Late Eastern Roman army
During the fifth century CE the Germanic Foederati became the military force of real importance in the west and eventually bringing about the Fall of Rome. But in the Eastern Empire the emperors Leo I and later Zeno managed to avoid Germanic dominance of the army by recruiting large numbers of soldiers from Anatolia. It was this development which assured the survival of the east against the threat of the Germanic foederati warbands. The east gradually developed its cavalry into a force of horse archers, much like that of the Persians, with their foederati German heavy cavalry fighting with lance and sword. Together these two forms of cavalry proved superior to the Germanic cavalry which didn't use the bow at all.
Procopius describes the eastern horse archer as wearing a helmet, chest and backplate and greaves as armour, being armed with a bow, a sword and, in most cases, also with a lance. Also they had a small shield slung on their left shoulder. These horse archers were well-trained troops, good riders and capable of firing their bow while galloping at full speed. What also added to the effectiveness of cavalry was that somewhere in the fifth century, the exact origin is unclear, the stirrup began to be introduced.
Another development of the day was that the individual native Roman units were becoming organised along the lines of the barbarian federates. If the foederati operated in a unit called a comitatus then this meant that they were a war band attached to the command of a chief by personal loyalty. This system now became apparent with the native Roman troops, largely due to the system which allowed distinguished officers to raise their own troops for the imperial service.
The most prestigious of such troops raised by high ranking officers were the oath-bound bodyguards, the buccellarii, who were not part of the army at all. Far more they were seen as a general's personal bodyguard. The famous commander Belisarius surrounded himself with a large number of such buccellarii. If Belisarius used his army as described largely above, with light infantry/archers, heavy cavalry and horse archers, then his successor Narses added another option to this array. In several battles he ordered his heavy cavalrymen to dismount and use their lances in a phalanx against cavalry, creating a form of armoured pikeman. This method appeared very effective, though it is doubtful if Narses did not deploy this tactic to prevent his heavy cavalrymen, whom he deeply distrusted, from fleeing the battlefield, rather than seeking to create a new form of soldiers.
In 330 both main fleets were stationed in Constantinople. The navy stationed in the Eastern Empire became the cadre for the Byzantine Empire.

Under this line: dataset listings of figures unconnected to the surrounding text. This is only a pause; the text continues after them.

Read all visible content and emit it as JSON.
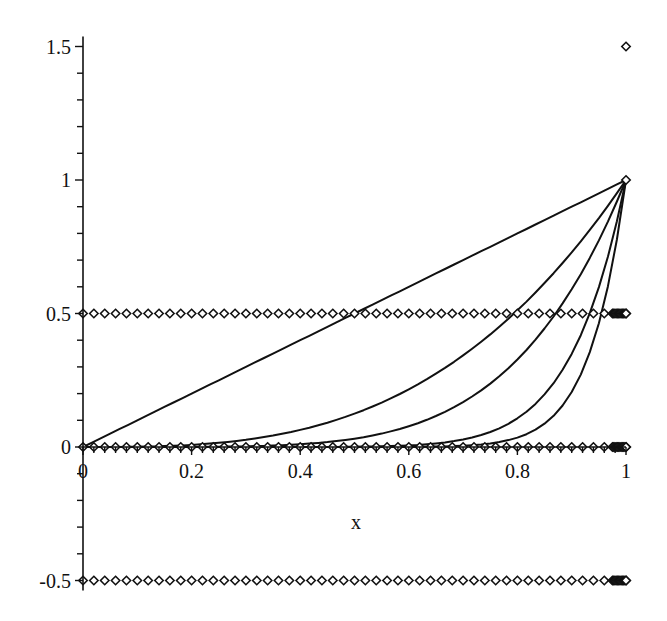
{
  "chart_data": {
    "type": "line",
    "title": "",
    "xlabel": "x",
    "ylabel": "",
    "xlim": [
      0,
      1
    ],
    "ylim": [
      -0.5,
      1.5
    ],
    "grid": false,
    "legend": null,
    "x_ticks": [
      {
        "value": 0,
        "label": "0"
      },
      {
        "value": 0.2,
        "label": "0.2"
      },
      {
        "value": 0.4,
        "label": "0.4"
      },
      {
        "value": 0.6,
        "label": "0.6"
      },
      {
        "value": 0.8,
        "label": "0.8"
      },
      {
        "value": 1,
        "label": "1"
      }
    ],
    "y_ticks": [
      {
        "value": -0.5,
        "label": "-0.5"
      },
      {
        "value": 0,
        "label": "0"
      },
      {
        "value": 0.5,
        "label": "0.5"
      },
      {
        "value": 1,
        "label": "1"
      },
      {
        "value": 1.5,
        "label": "1.5"
      }
    ],
    "x_minor_step": 0.02,
    "y_minor_step": 0.1,
    "series": [
      {
        "name": "x^1",
        "kind": "curve",
        "exponent": 1,
        "color": "#111111"
      },
      {
        "name": "x^3",
        "kind": "curve",
        "exponent": 3,
        "color": "#111111"
      },
      {
        "name": "x^5",
        "kind": "curve",
        "exponent": 5,
        "color": "#111111"
      },
      {
        "name": "x^10",
        "kind": "curve",
        "exponent": 10,
        "color": "#111111"
      },
      {
        "name": "x^15",
        "kind": "curve",
        "exponent": 15,
        "color": "#111111"
      },
      {
        "name": "points y=0.5",
        "kind": "points",
        "y": 0.5,
        "x_step": 0.02,
        "dense_near_1": true,
        "marker": "diamond"
      },
      {
        "name": "points y=0",
        "kind": "points",
        "y": 0,
        "x_step": 0.02,
        "dense_near_1": true,
        "marker": "diamond"
      },
      {
        "name": "points y=-0.5",
        "kind": "points",
        "y": -0.5,
        "x_step": 0.02,
        "dense_near_1": true,
        "marker": "diamond"
      },
      {
        "name": "single point (1, 1.5)",
        "kind": "points",
        "x": [
          1
        ],
        "y": [
          1.5
        ],
        "marker": "diamond"
      },
      {
        "name": "single point (1, 1)",
        "kind": "points",
        "x": [
          1
        ],
        "y": [
          1
        ],
        "marker": "diamond"
      }
    ]
  },
  "axes": {
    "x_label": "x"
  }
}
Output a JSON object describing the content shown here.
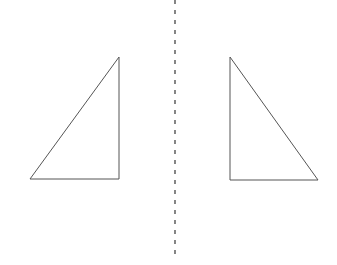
{
  "diagram": {
    "type": "reflection",
    "background": "#ffffff",
    "stroke_color": "#555555",
    "axis_color": "#444444",
    "mirror_line": {
      "x": 175,
      "y1": 0,
      "y2": 256,
      "dash": "4 6"
    },
    "shapes": [
      {
        "name": "left-triangle",
        "points": "30,179 119,179 119,57"
      },
      {
        "name": "right-triangle",
        "points": "230,57 230,180 318,180"
      }
    ]
  }
}
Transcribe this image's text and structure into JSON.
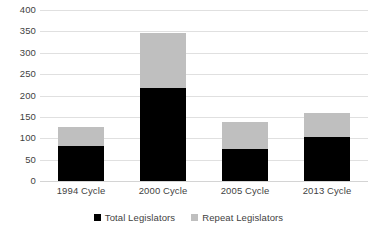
{
  "chart_data": {
    "type": "bar",
    "stacked": true,
    "title": "",
    "xlabel": "",
    "ylabel": "",
    "categories": [
      "1994 Cycle",
      "2000 Cycle",
      "2005 Cycle",
      "2013 Cycle"
    ],
    "series": [
      {
        "name": "Total Legislators",
        "color": "#000000",
        "values": [
          82,
          218,
          75,
          103
        ]
      },
      {
        "name": "Repeat Legislators",
        "color": "#bfbfbf",
        "values": [
          44,
          128,
          63,
          56
        ]
      }
    ],
    "stack_tops": [
      126,
      346,
      138,
      159
    ],
    "ylim": [
      0,
      400
    ],
    "ytick_values": [
      400,
      350,
      300,
      250,
      200,
      150,
      100,
      50,
      0
    ],
    "ytick_labels": [
      "400",
      "350",
      "300",
      "250",
      "200",
      "150",
      "100",
      "50",
      "0"
    ],
    "grid": true,
    "legend_position": "bottom"
  },
  "legend": {
    "entries": [
      {
        "label": "Total Legislators",
        "color": "#000000"
      },
      {
        "label": "Repeat Legislators",
        "color": "#bfbfbf"
      }
    ]
  },
  "colors": {
    "total": "#000000",
    "repeat": "#bfbfbf",
    "gridline": "#e0e0e0",
    "text": "#3f3f3f",
    "background": "#ffffff"
  }
}
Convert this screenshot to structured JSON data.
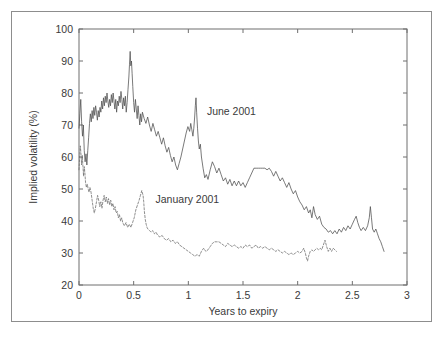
{
  "figure": {
    "background_color": "#ffffff",
    "frame_color": "#8d8d8d"
  },
  "chart_data": {
    "type": "line",
    "title": "",
    "xlabel": "Years to expiry",
    "ylabel": "Implied volatility (%)",
    "xlim": [
      0,
      3
    ],
    "ylim": [
      20,
      100
    ],
    "xticks": [
      0,
      0.5,
      1,
      1.5,
      2,
      2.5,
      3
    ],
    "xticklabels": [
      "0",
      "0.5",
      "1",
      "1.5",
      "2",
      "2.5",
      "3"
    ],
    "yticks": [
      20,
      30,
      40,
      50,
      60,
      70,
      80,
      90,
      100
    ],
    "yticklabels": [
      "20",
      "30",
      "40",
      "50",
      "60",
      "70",
      "80",
      "90",
      "100"
    ],
    "grid": false,
    "legend_position": "inline-annotation",
    "annotations": [
      {
        "text": "June 2001",
        "x": 1.17,
        "y": 73.0
      },
      {
        "text": "January 2001",
        "x": 0.7,
        "y": 45.5
      }
    ],
    "series": [
      {
        "name": "June 2001",
        "style": "solid",
        "color": "#4d4d4d",
        "x": [
          0.0,
          0.008,
          0.016,
          0.024,
          0.032,
          0.04,
          0.048,
          0.056,
          0.064,
          0.072,
          0.08,
          0.088,
          0.096,
          0.104,
          0.112,
          0.12,
          0.128,
          0.136,
          0.144,
          0.152,
          0.16,
          0.168,
          0.176,
          0.184,
          0.192,
          0.2,
          0.208,
          0.216,
          0.224,
          0.232,
          0.24,
          0.248,
          0.256,
          0.264,
          0.272,
          0.28,
          0.288,
          0.296,
          0.304,
          0.312,
          0.32,
          0.328,
          0.336,
          0.344,
          0.352,
          0.36,
          0.368,
          0.376,
          0.384,
          0.392,
          0.4,
          0.408,
          0.416,
          0.424,
          0.432,
          0.44,
          0.448,
          0.456,
          0.462,
          0.468,
          0.474,
          0.48,
          0.486,
          0.492,
          0.5,
          0.508,
          0.516,
          0.524,
          0.532,
          0.54,
          0.548,
          0.556,
          0.564,
          0.572,
          0.58,
          0.596,
          0.612,
          0.628,
          0.644,
          0.66,
          0.676,
          0.692,
          0.708,
          0.724,
          0.74,
          0.756,
          0.772,
          0.788,
          0.804,
          0.82,
          0.836,
          0.852,
          0.868,
          0.884,
          0.9,
          0.916,
          0.932,
          0.948,
          0.964,
          0.98,
          0.996,
          1.012,
          1.022,
          1.032,
          1.042,
          1.05,
          1.058,
          1.064,
          1.07,
          1.076,
          1.084,
          1.092,
          1.1,
          1.11,
          1.12,
          1.135,
          1.15,
          1.165,
          1.18,
          1.2,
          1.22,
          1.24,
          1.26,
          1.28,
          1.3,
          1.32,
          1.34,
          1.36,
          1.38,
          1.4,
          1.42,
          1.44,
          1.46,
          1.48,
          1.5,
          1.52,
          1.54,
          1.56,
          1.58,
          1.6,
          1.62,
          1.64,
          1.66,
          1.68,
          1.7,
          1.72,
          1.74,
          1.76,
          1.78,
          1.8,
          1.82,
          1.84,
          1.86,
          1.88,
          1.9,
          1.92,
          1.94,
          1.96,
          1.98,
          2.0,
          2.02,
          2.04,
          2.06,
          2.08,
          2.1,
          2.115,
          2.13,
          2.145,
          2.16,
          2.18,
          2.2,
          2.22,
          2.24,
          2.26,
          2.28,
          2.3,
          2.32,
          2.34,
          2.36,
          2.38,
          2.4,
          2.42,
          2.44,
          2.46,
          2.48,
          2.5,
          2.52,
          2.535,
          2.55,
          2.565,
          2.58,
          2.6,
          2.62,
          2.64,
          2.655,
          2.665,
          2.675,
          2.685,
          2.7,
          2.715,
          2.73,
          2.745,
          2.76,
          2.775,
          2.79
        ],
        "y": [
          69.0,
          73.5,
          78.0,
          71.0,
          66.5,
          70.0,
          62.0,
          58.5,
          61.0,
          57.5,
          62.0,
          66.0,
          70.5,
          73.5,
          71.0,
          74.5,
          72.0,
          75.5,
          73.0,
          76.0,
          74.0,
          71.5,
          74.5,
          72.5,
          75.5,
          74.0,
          77.5,
          75.0,
          78.5,
          76.0,
          79.0,
          77.0,
          80.0,
          77.5,
          75.5,
          78.0,
          76.0,
          79.5,
          77.0,
          80.0,
          77.5,
          75.0,
          78.0,
          74.0,
          77.5,
          76.0,
          79.0,
          77.0,
          80.5,
          78.0,
          75.0,
          78.5,
          76.0,
          79.0,
          74.0,
          77.0,
          81.0,
          85.0,
          89.0,
          93.0,
          88.5,
          90.0,
          86.0,
          82.0,
          77.0,
          74.0,
          78.0,
          75.0,
          72.0,
          76.0,
          73.0,
          70.0,
          73.5,
          71.0,
          74.0,
          72.0,
          70.5,
          72.5,
          70.0,
          68.0,
          70.5,
          68.5,
          66.5,
          68.0,
          66.0,
          64.0,
          66.0,
          63.5,
          61.5,
          63.0,
          60.5,
          58.5,
          60.0,
          57.5,
          56.0,
          58.0,
          60.0,
          62.5,
          65.0,
          67.5,
          69.5,
          68.0,
          70.5,
          68.5,
          66.5,
          69.0,
          72.5,
          76.0,
          78.5,
          74.0,
          69.0,
          65.0,
          62.5,
          64.0,
          60.0,
          56.5,
          53.5,
          54.5,
          53.0,
          56.0,
          58.5,
          57.0,
          55.0,
          56.5,
          54.5,
          52.5,
          53.5,
          51.5,
          53.0,
          51.0,
          52.5,
          51.0,
          52.5,
          51.0,
          52.0,
          50.5,
          52.0,
          53.5,
          55.0,
          56.5,
          56.5,
          56.5,
          56.5,
          56.5,
          56.5,
          56.0,
          56.5,
          55.5,
          54.0,
          55.5,
          54.0,
          52.5,
          53.5,
          52.0,
          50.5,
          52.0,
          50.0,
          48.5,
          49.5,
          47.5,
          46.0,
          45.0,
          43.5,
          44.5,
          42.5,
          43.5,
          41.0,
          44.5,
          42.0,
          40.5,
          41.5,
          39.0,
          38.0,
          37.5,
          36.5,
          37.0,
          36.0,
          37.0,
          36.0,
          37.5,
          36.5,
          38.0,
          37.0,
          38.5,
          37.5,
          39.0,
          40.5,
          41.5,
          39.5,
          38.0,
          37.0,
          38.0,
          37.0,
          38.5,
          41.0,
          44.5,
          41.0,
          37.5,
          36.5,
          37.5,
          36.0,
          34.5,
          33.5,
          32.0,
          30.5
        ]
      },
      {
        "name": "January 2001",
        "style": "dashed",
        "color": "#6a6a6a",
        "x": [
          0.0,
          0.006,
          0.012,
          0.018,
          0.024,
          0.03,
          0.036,
          0.042,
          0.048,
          0.054,
          0.06,
          0.068,
          0.076,
          0.084,
          0.092,
          0.1,
          0.11,
          0.12,
          0.13,
          0.14,
          0.15,
          0.16,
          0.17,
          0.18,
          0.19,
          0.2,
          0.21,
          0.22,
          0.23,
          0.24,
          0.25,
          0.26,
          0.27,
          0.28,
          0.29,
          0.3,
          0.31,
          0.32,
          0.33,
          0.34,
          0.35,
          0.36,
          0.37,
          0.38,
          0.39,
          0.4,
          0.415,
          0.43,
          0.445,
          0.46,
          0.475,
          0.49,
          0.505,
          0.52,
          0.535,
          0.55,
          0.562,
          0.574,
          0.586,
          0.592,
          0.598,
          0.606,
          0.614,
          0.622,
          0.63,
          0.645,
          0.66,
          0.675,
          0.69,
          0.705,
          0.72,
          0.74,
          0.76,
          0.78,
          0.8,
          0.82,
          0.84,
          0.86,
          0.88,
          0.9,
          0.92,
          0.94,
          0.96,
          0.98,
          1.0,
          1.02,
          1.04,
          1.06,
          1.08,
          1.1,
          1.12,
          1.14,
          1.16,
          1.18,
          1.2,
          1.22,
          1.24,
          1.26,
          1.28,
          1.3,
          1.32,
          1.34,
          1.36,
          1.38,
          1.4,
          1.42,
          1.44,
          1.46,
          1.48,
          1.5,
          1.52,
          1.54,
          1.56,
          1.58,
          1.6,
          1.62,
          1.64,
          1.66,
          1.68,
          1.7,
          1.72,
          1.74,
          1.76,
          1.78,
          1.8,
          1.82,
          1.84,
          1.86,
          1.88,
          1.9,
          1.92,
          1.94,
          1.96,
          1.98,
          2.0,
          2.02,
          2.04,
          2.055,
          2.07,
          2.08,
          2.09,
          2.1,
          2.115,
          2.13,
          2.145,
          2.16,
          2.175,
          2.19,
          2.205,
          2.22,
          2.235,
          2.25,
          2.265,
          2.28,
          2.295,
          2.31,
          2.325,
          2.34,
          2.355
        ],
        "y": [
          56.0,
          60.0,
          63.5,
          61.0,
          57.5,
          60.5,
          57.0,
          54.0,
          57.0,
          55.0,
          52.0,
          50.5,
          51.5,
          50.0,
          49.0,
          50.5,
          49.0,
          46.5,
          44.0,
          42.5,
          44.0,
          46.0,
          48.0,
          46.5,
          44.5,
          46.0,
          44.0,
          46.5,
          48.0,
          46.0,
          47.5,
          45.5,
          47.0,
          45.0,
          46.5,
          44.5,
          45.5,
          43.5,
          44.5,
          42.5,
          43.0,
          41.0,
          42.0,
          40.0,
          41.0,
          39.5,
          38.5,
          39.5,
          38.0,
          39.0,
          38.0,
          39.5,
          41.0,
          43.5,
          45.0,
          46.5,
          48.0,
          49.5,
          48.0,
          46.0,
          43.0,
          40.5,
          39.0,
          38.0,
          37.5,
          37.0,
          36.5,
          37.0,
          36.0,
          36.5,
          35.5,
          35.0,
          35.5,
          34.5,
          34.0,
          34.5,
          33.5,
          34.0,
          33.0,
          33.5,
          32.5,
          32.0,
          31.5,
          31.0,
          30.5,
          30.0,
          29.5,
          29.0,
          29.5,
          29.0,
          30.5,
          31.5,
          30.5,
          31.0,
          32.0,
          33.0,
          33.5,
          33.5,
          33.5,
          33.0,
          32.5,
          32.0,
          33.0,
          32.5,
          32.0,
          32.5,
          32.0,
          31.5,
          32.0,
          31.5,
          32.5,
          32.0,
          32.5,
          31.5,
          32.0,
          32.5,
          31.5,
          32.0,
          31.5,
          32.0,
          31.5,
          31.0,
          31.5,
          31.0,
          30.5,
          31.0,
          30.5,
          30.0,
          30.5,
          30.0,
          29.5,
          30.0,
          29.5,
          30.0,
          30.5,
          30.0,
          30.5,
          31.5,
          30.0,
          28.5,
          27.5,
          29.0,
          30.5,
          31.0,
          30.5,
          31.0,
          31.5,
          31.0,
          31.5,
          31.0,
          32.5,
          34.0,
          32.0,
          30.5,
          31.5,
          30.5,
          31.5,
          31.0,
          30.5
        ]
      }
    ]
  }
}
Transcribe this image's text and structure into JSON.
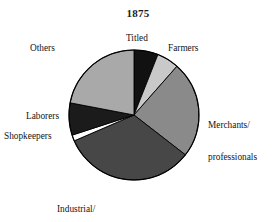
{
  "chart": {
    "title": "1875",
    "background_color": "#ffffff",
    "outline_color": "#000000"
  },
  "labels": {
    "titled": "Titled",
    "farmers": "Farmers",
    "merchants_line1": "Merchants/",
    "merchants_line2": "professionals",
    "industrial_line1": "Industrial/",
    "industrial_line2": "building trades",
    "shopkeepers": "Shopkeepers",
    "laborers": "Laborers",
    "others": "Others"
  },
  "chart_data": {
    "type": "pie",
    "title": "1875",
    "xlabel": "",
    "ylabel": "",
    "start_angle_deg": 0,
    "direction": "clockwise",
    "center": [
      134,
      115
    ],
    "radius": 65,
    "legend_position": "outside-labels",
    "grid": false,
    "categories": [
      "Titled",
      "Farmers",
      "Merchants/professionals",
      "Industrial/building trades",
      "Shopkeepers",
      "Laborers",
      "Others"
    ],
    "values": [
      6,
      5.5,
      24,
      33,
      1.5,
      8,
      22
    ],
    "unit": "percent",
    "slices": [
      {
        "label": "Titled",
        "value": 6,
        "start_deg": 0,
        "end_deg": 21.6,
        "color": "#111111"
      },
      {
        "label": "Farmers",
        "value": 5.5,
        "start_deg": 21.6,
        "end_deg": 41.4,
        "color": "#c9c9c9"
      },
      {
        "label": "Merchants/professionals",
        "value": 24,
        "start_deg": 41.4,
        "end_deg": 127.8,
        "color": "#8a8a8a"
      },
      {
        "label": "Industrial/building trades",
        "value": 33,
        "start_deg": 127.8,
        "end_deg": 246.6,
        "color": "#474747"
      },
      {
        "label": "Shopkeepers",
        "value": 1.5,
        "start_deg": 246.6,
        "end_deg": 252.0,
        "color": "#ffffff"
      },
      {
        "label": "Laborers",
        "value": 8,
        "start_deg": 252.0,
        "end_deg": 280.8,
        "color": "#1b1b1b"
      },
      {
        "label": "Others",
        "value": 22,
        "start_deg": 280.8,
        "end_deg": 360.0,
        "color": "#a9a9a9"
      }
    ]
  }
}
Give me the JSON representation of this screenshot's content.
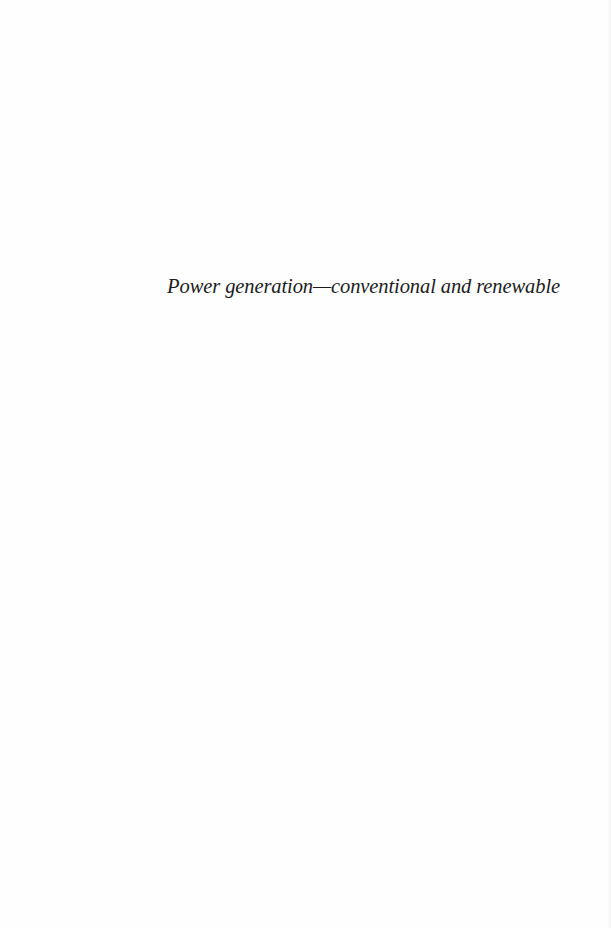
{
  "page": {
    "type": "half-title page",
    "background_color": "#fefefe",
    "text_color": "#1c1c1c"
  },
  "half_title": {
    "text": "Power generation—conventional and renewable"
  }
}
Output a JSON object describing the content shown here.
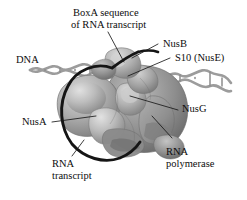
{
  "figure": {
    "background_color": "#ffffff",
    "text_color": "#0d0d0d",
    "font_style": "serif"
  },
  "labels": {
    "boxa_line1": "BoxA sequence",
    "boxa_line2": "of RNA transcript",
    "nusb": "NusB",
    "s10": "S10 (NusE)",
    "nusg": "NusG",
    "rnap_line1": "RNA",
    "rnap_line2": "polymerase",
    "nusa": "NusA",
    "dna": "DNA",
    "rna_line1": "RNA",
    "rna_line2": "transcript"
  },
  "colors": {
    "dna_strand": "#9e9e9e",
    "dna_strand_dark": "#7d7d7d",
    "rna_transcript": "#151515",
    "protein_highlight": "#cfcfcf",
    "protein_mid": "#a6a6a6",
    "protein_shadow": "#7a7a7a",
    "protein_dark": "#5e5e5e",
    "leader_line": "#1a1a1a"
  },
  "components": [
    {
      "name": "BoxA sequence of RNA transcript",
      "kind": "nucleic-acid-segment"
    },
    {
      "name": "NusB",
      "kind": "protein-subunit"
    },
    {
      "name": "S10 (NusE)",
      "kind": "protein-subunit"
    },
    {
      "name": "NusG",
      "kind": "protein-subunit"
    },
    {
      "name": "NusA",
      "kind": "protein-subunit"
    },
    {
      "name": "RNA polymerase",
      "kind": "enzyme"
    },
    {
      "name": "DNA",
      "kind": "double-helix"
    },
    {
      "name": "RNA transcript",
      "kind": "single-strand"
    }
  ]
}
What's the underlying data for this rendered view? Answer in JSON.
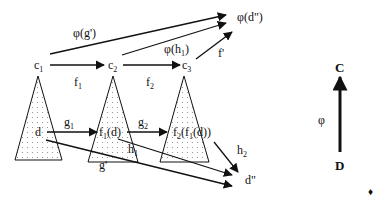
{
  "diagram": {
    "nodes": {
      "c1": {
        "base": "c",
        "sub": "1"
      },
      "c2": {
        "base": "c",
        "sub": "2"
      },
      "c3": {
        "base": "c",
        "sub": "3"
      },
      "phi_d2": "φ(d\")",
      "d": "d",
      "f1d": {
        "a": "f",
        "a_sub": "1",
        "b": "(d)"
      },
      "f2f1d": {
        "a": "f",
        "a_sub": "2",
        "b": "(f",
        "b_sub": "1",
        "c": "(d))"
      },
      "d2": "d\"",
      "C": "C",
      "D": "D"
    },
    "edges": {
      "f1": {
        "base": "f",
        "sub": "1"
      },
      "f2": {
        "base": "f",
        "sub": "2"
      },
      "phi_g": "φ(g')",
      "phi_h1": {
        "a": "φ(h",
        "sub": "1",
        "b": ")"
      },
      "fprime": "f'",
      "g1": {
        "base": "g",
        "sub": "1"
      },
      "g2": {
        "base": "g",
        "sub": "2"
      },
      "h1": {
        "base": "h",
        "sub": "1"
      },
      "h2": {
        "base": "h",
        "sub": "2"
      },
      "gprime": "g'",
      "phi": "φ"
    },
    "end_mark": "♦",
    "colors": {
      "ink": "#111111",
      "dots": "#888888",
      "background": "#ffffff"
    }
  }
}
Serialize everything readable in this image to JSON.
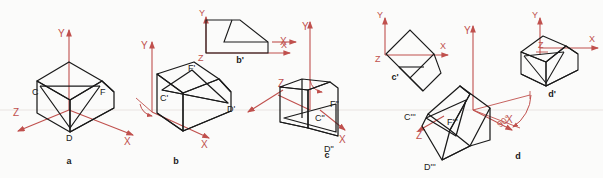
{
  "figure": {
    "background_color": "#fbfbfa",
    "solid_line_color": "#1a1a1a",
    "axis_color": "#c0504d",
    "guide_color": "#e8e3e0",
    "ground_line_y": 110
  },
  "axis_labels": {
    "x": "X",
    "y": "Y",
    "z": "Z"
  },
  "captions": {
    "a": "a",
    "b": "b",
    "c": "c",
    "d": "d",
    "b_aux": "b'",
    "c_aux": "c'",
    "d_aux": "d'"
  },
  "vertex_labels": {
    "view_a": {
      "c": "C",
      "d": "D",
      "f": "F"
    },
    "view_b": {
      "c": "C'",
      "d": "D'",
      "f": "F'"
    },
    "view_c": {
      "c": "C\"",
      "d": "D\"",
      "f": "F\""
    },
    "view_d": {
      "c": "C'''",
      "d": "D'''",
      "f": "F'''"
    }
  },
  "annotations": {
    "right_angle": "90°"
  },
  "views": [
    {
      "id": "a",
      "caption": "a",
      "kind": "isometric-solid",
      "axes": [
        "Y",
        "X",
        "Z"
      ],
      "vertices_shown": [
        "C",
        "D",
        "F"
      ],
      "has_rotation_arc": false
    },
    {
      "id": "b",
      "caption": "b",
      "kind": "isometric-solid-rotated",
      "axes": [
        "Y",
        "X",
        "Z"
      ],
      "vertices_shown": [
        "C'",
        "D'",
        "F'"
      ],
      "has_rotation_arc": true,
      "aux_view": {
        "caption": "b'",
        "kind": "orthographic-projection",
        "axes": [
          "Y",
          "X",
          "Z"
        ]
      }
    },
    {
      "id": "c",
      "caption": "c",
      "kind": "isometric-solid-rotated",
      "axes": [
        "Y",
        "X",
        "Z"
      ],
      "vertices_shown": [
        "C\"",
        "D\"",
        "F\""
      ],
      "has_rotation_arc": true,
      "aux_view": {
        "caption": "c'",
        "kind": "orthographic-projection-tilted",
        "axes": [
          "Y",
          "X",
          "Z"
        ]
      }
    },
    {
      "id": "d",
      "caption": "d",
      "kind": "isometric-solid-rotated",
      "axes": [
        "Y",
        "X",
        "Z"
      ],
      "vertices_shown": [
        "C'''",
        "D'''",
        "F'''"
      ],
      "has_rotation_arc": true,
      "annotation": "90°",
      "aux_view": {
        "caption": "d'",
        "kind": "isometric-projection",
        "axes": [
          "Y",
          "X",
          "Z"
        ]
      }
    }
  ]
}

Under the rule of Justinian I triremes were still in use, although mainly dromons were employed, Constantinople was itself protected by a fleet of liburnians.
The Eastern navy, was a continuation of the earlier Old Roman Empire model. In 323 CE the Emperor Constantine defeated a fleet of 350 triremes of the Eastern Emperor Licinius with a fleet of 200 liburnians, which were smaller and lighter than Roman triremes. In the early period its organizational structure and technology was similar to that of the Roman Navy. While the Vandal kingdom of Carthage lasted (428-534), the eastern emperors were compelled to attend to their fleet. However, the new threat came from the Arabs. Prompted by early Byzantine naval actions, the Arabs eventually built up a massive fleet and conquered many of the large Mediterranean islands.